(Supplied data Opens)

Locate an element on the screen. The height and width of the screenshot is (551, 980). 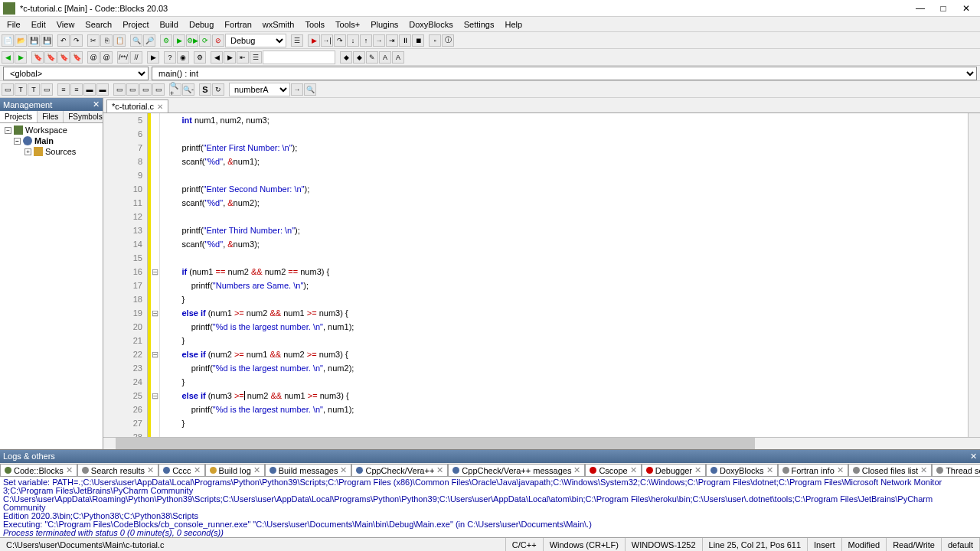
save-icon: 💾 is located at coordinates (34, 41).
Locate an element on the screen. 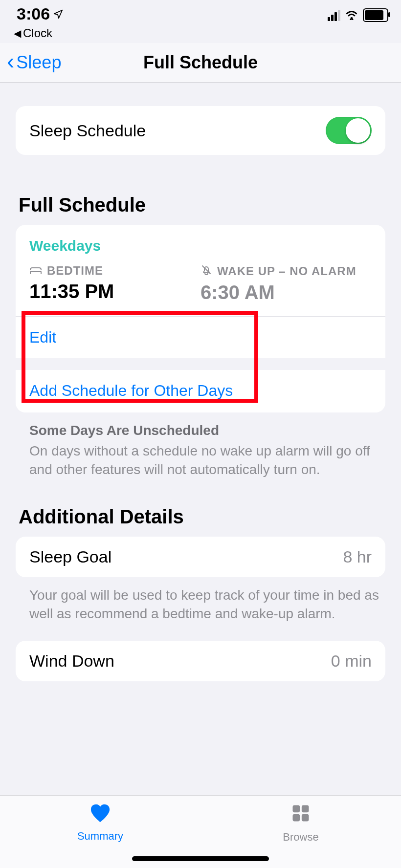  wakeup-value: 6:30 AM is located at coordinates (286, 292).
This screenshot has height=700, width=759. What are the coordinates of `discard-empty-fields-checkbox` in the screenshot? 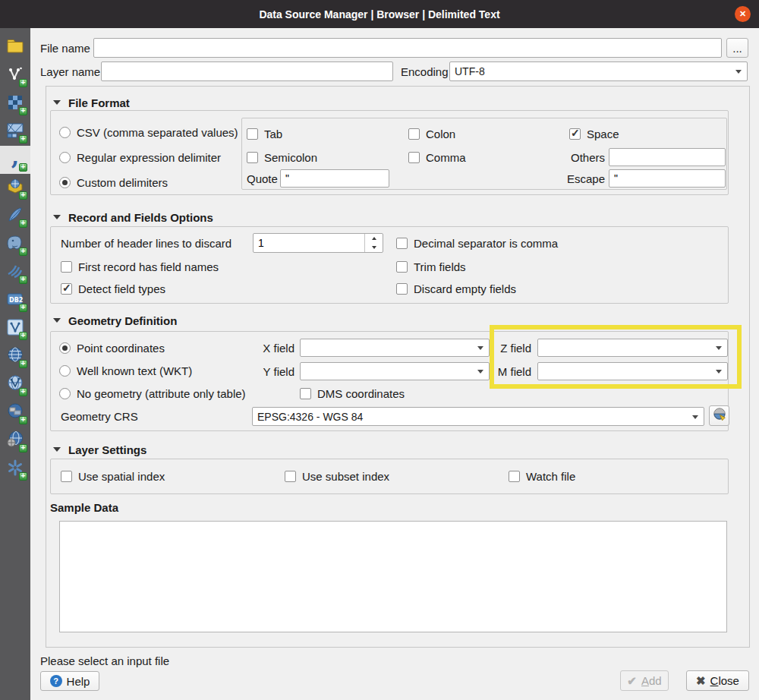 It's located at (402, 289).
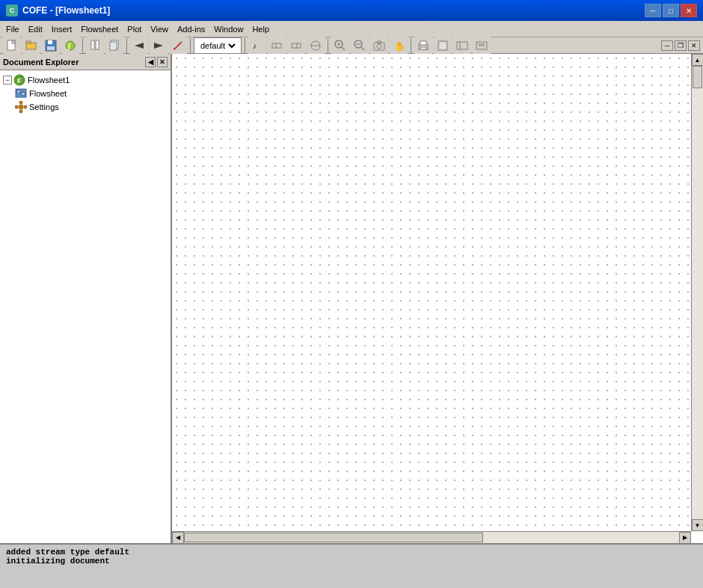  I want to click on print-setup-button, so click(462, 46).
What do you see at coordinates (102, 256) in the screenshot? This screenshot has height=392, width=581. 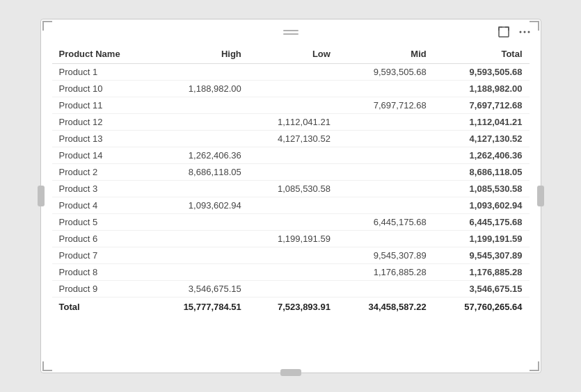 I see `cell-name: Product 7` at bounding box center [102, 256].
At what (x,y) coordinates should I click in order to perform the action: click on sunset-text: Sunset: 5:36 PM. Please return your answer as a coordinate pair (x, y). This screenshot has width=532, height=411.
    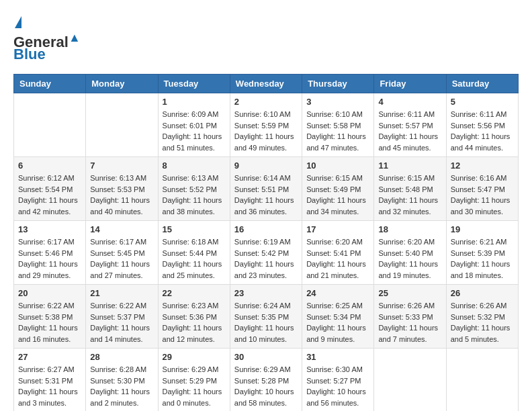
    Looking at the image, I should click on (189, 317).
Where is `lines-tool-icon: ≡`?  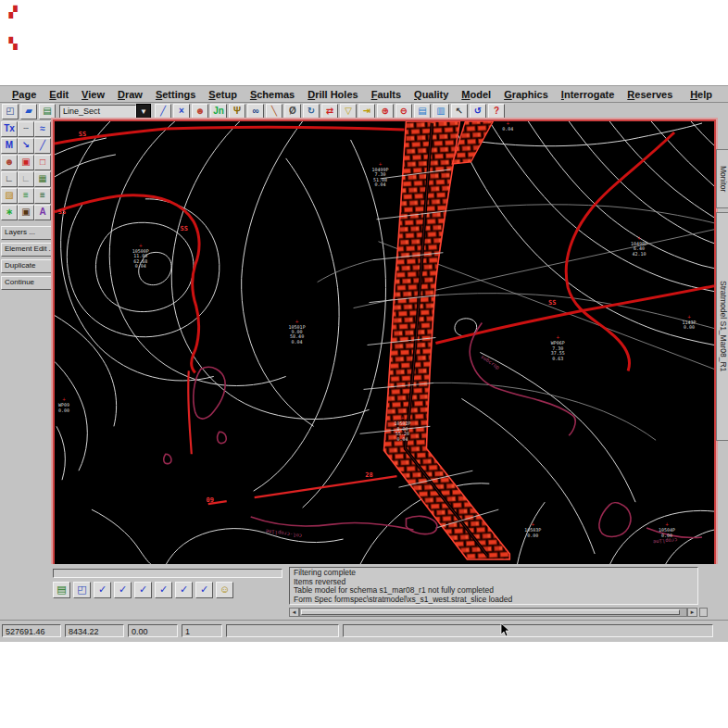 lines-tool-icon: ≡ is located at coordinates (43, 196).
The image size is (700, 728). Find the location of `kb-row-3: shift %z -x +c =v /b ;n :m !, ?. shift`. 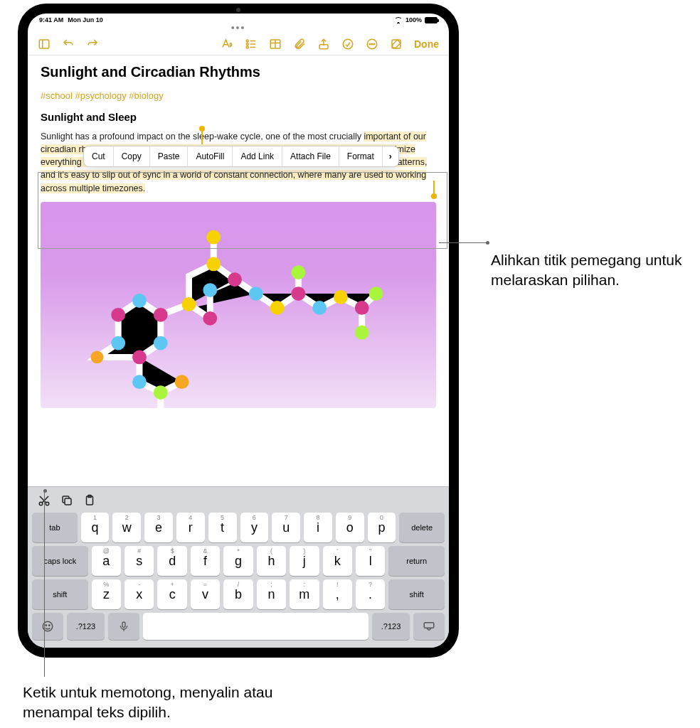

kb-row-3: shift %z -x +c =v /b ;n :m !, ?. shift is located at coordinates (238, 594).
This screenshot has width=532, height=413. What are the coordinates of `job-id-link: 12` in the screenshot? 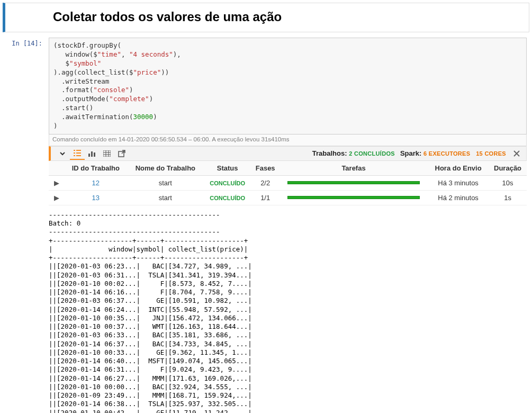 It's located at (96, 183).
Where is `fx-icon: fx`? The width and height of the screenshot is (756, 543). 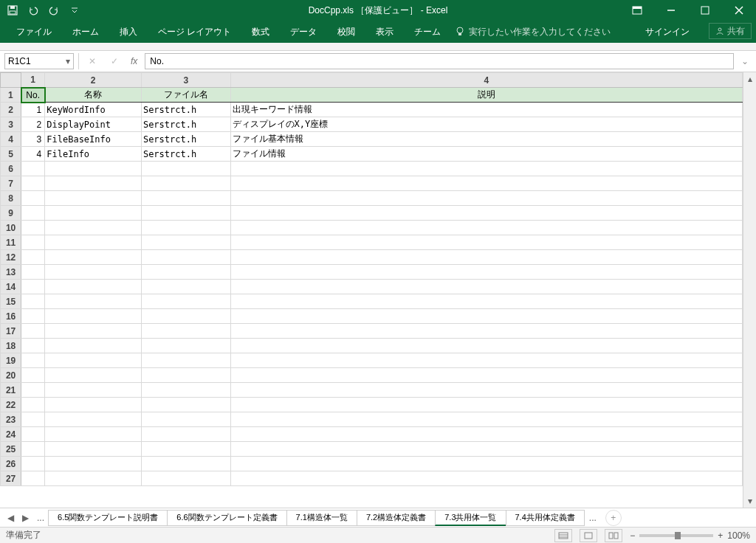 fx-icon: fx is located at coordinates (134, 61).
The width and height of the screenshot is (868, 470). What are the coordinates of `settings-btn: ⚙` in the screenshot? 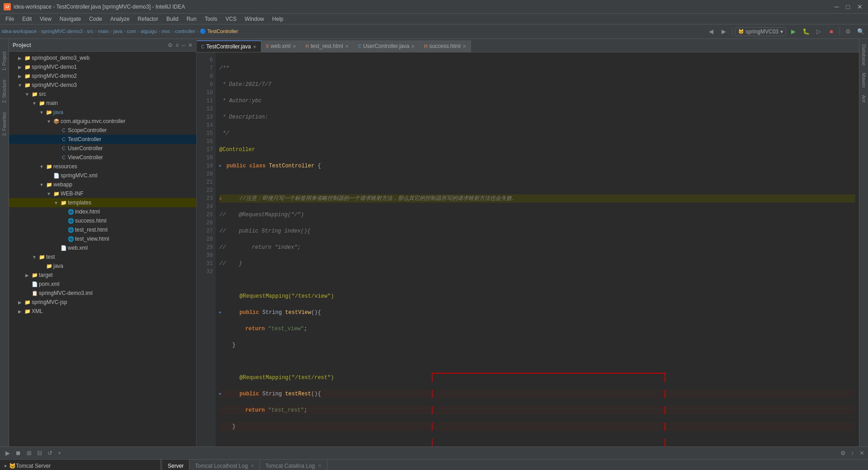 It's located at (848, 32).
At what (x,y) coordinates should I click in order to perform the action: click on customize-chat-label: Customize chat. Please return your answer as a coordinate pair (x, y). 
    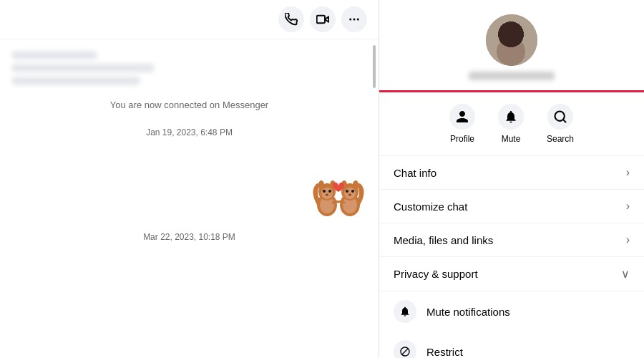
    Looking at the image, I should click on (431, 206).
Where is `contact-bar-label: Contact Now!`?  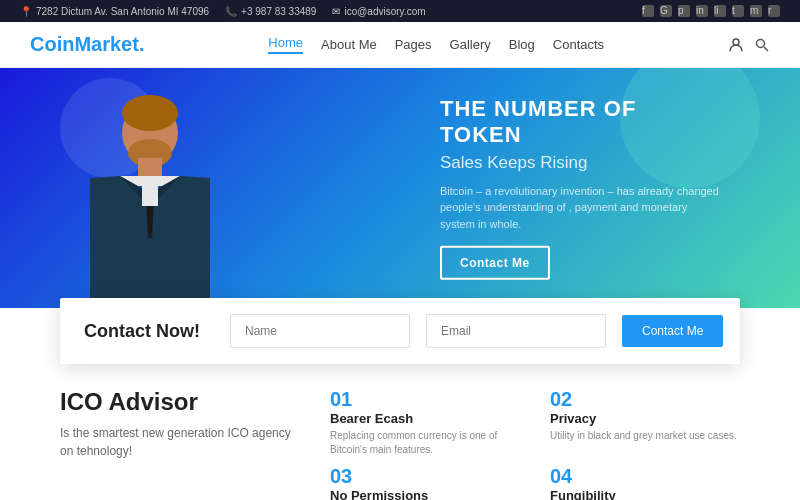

(Supplied data Closes)

» Exercise:
Every line from the one holding "on customize-chat-label: Customize" through the final line of the data above is to be reproduced exactly, both ends included, with the pictures left out.

» Exercise result:
At what (x,y) coordinates should I click in order to perform the action: click on customize-chat-label: Customize chat. Please return your answer as a coordinate pair (x, y). 
    Looking at the image, I should click on (431, 206).
Where is `contact-bar-label: Contact Now!`?  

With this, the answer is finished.